The page tables can be set up so kernel-mode code doesn't have access to all of memory. You could get around this by modifying the cr3 register to point to a different page directory, but that could cause problems whenever a context switch happens and cr3 is reverted. Microsoft also has PatchGuard, which could probably detect changes like that.
In theory you could work around all these protections, but it would be difficult and fragile.
> Drivers which run in kernel space are not allowed anymore to access whatever they want
I don't like this. It's one thing to have memory the kernel doesn't usually need be unmapped by default, but it's another to prevent you from mapping it when you do need it. This reeks of DRM.
Prior to Microsoft changing things with Vista, drivers were free to rummage about and break systems. Blue screens were a common thing back then because drivers weren't careful. It's why Vista had such a bad rap for breaking systems; It exposed the driver authors who didn't care about safety.
Also, why does every kernel-safety measure have to be seen as anti-user or DRM? You're free to disable it[0] if you wish, just like Apple's SIP. It's there to keep users who don't know anything safe. Would you like it if an innocent looking piece of software was able to hide itself from the user (read: you) and the OS?[1] Preventing such attacks doesn't sound anti-user to me.
No idea why you're being downvoted.
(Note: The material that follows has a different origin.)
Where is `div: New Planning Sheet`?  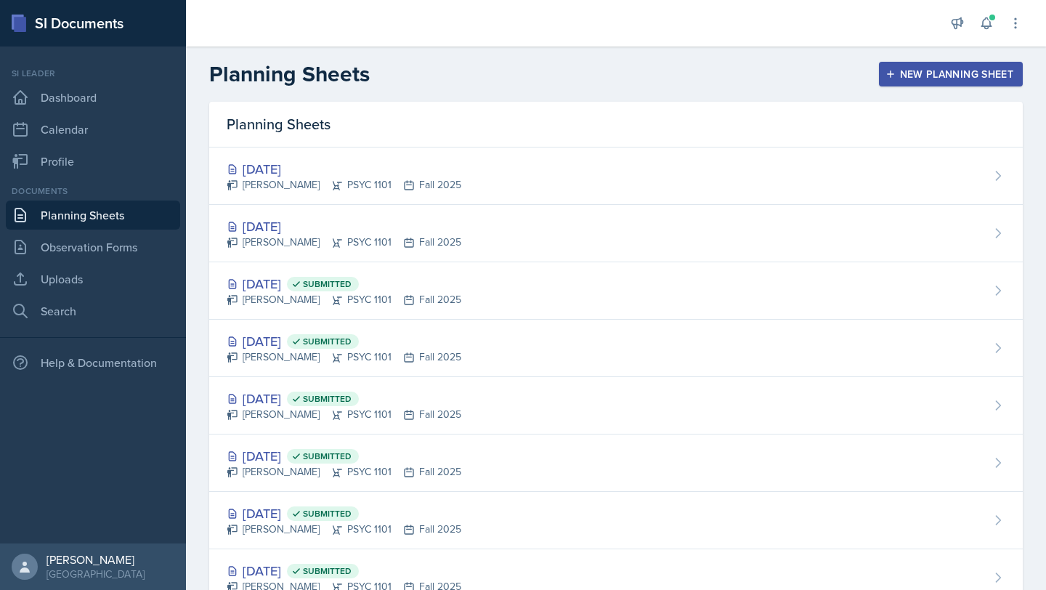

This does sound like an anti-user feature. Stuff like this exists to protect third party software from our analysis and "tampering".
As the owner of the machine, I should have total access to everything. There should be no protected memory I can't read, no execution I can't trace. The number one user of such security features are "rights holders" that consider me hostile and want to protect their software from me, the owner of the machine it is running on. The result is a computer that is factory pwned. It's not really my computer, they're just "generously" allowing me to run software on it as long as it doesn't harm their bottom line.
Virtualization based security, the technology enabling this, also enables DRM. It is currently required by Netflix for 4k resolution streaming.
How do you propose having security in that world? Should any process be able to access the memory of any other process? Should you opening a web page allow you a security issue there to be able to access your running applications?
I guess my question is, you seem to have a very hardline “everything” take that I don’t think extends to the real world
You're confusing "I" should have access to all the data on my machine, with "anything running on my machine" should have access to all the data on my machine.
Drivers which run in kernel space are not allowed anymore to access whatever they want, and Windows own kernel space data structures are protected against modifications by other kernel mode running code (kernel patch protection).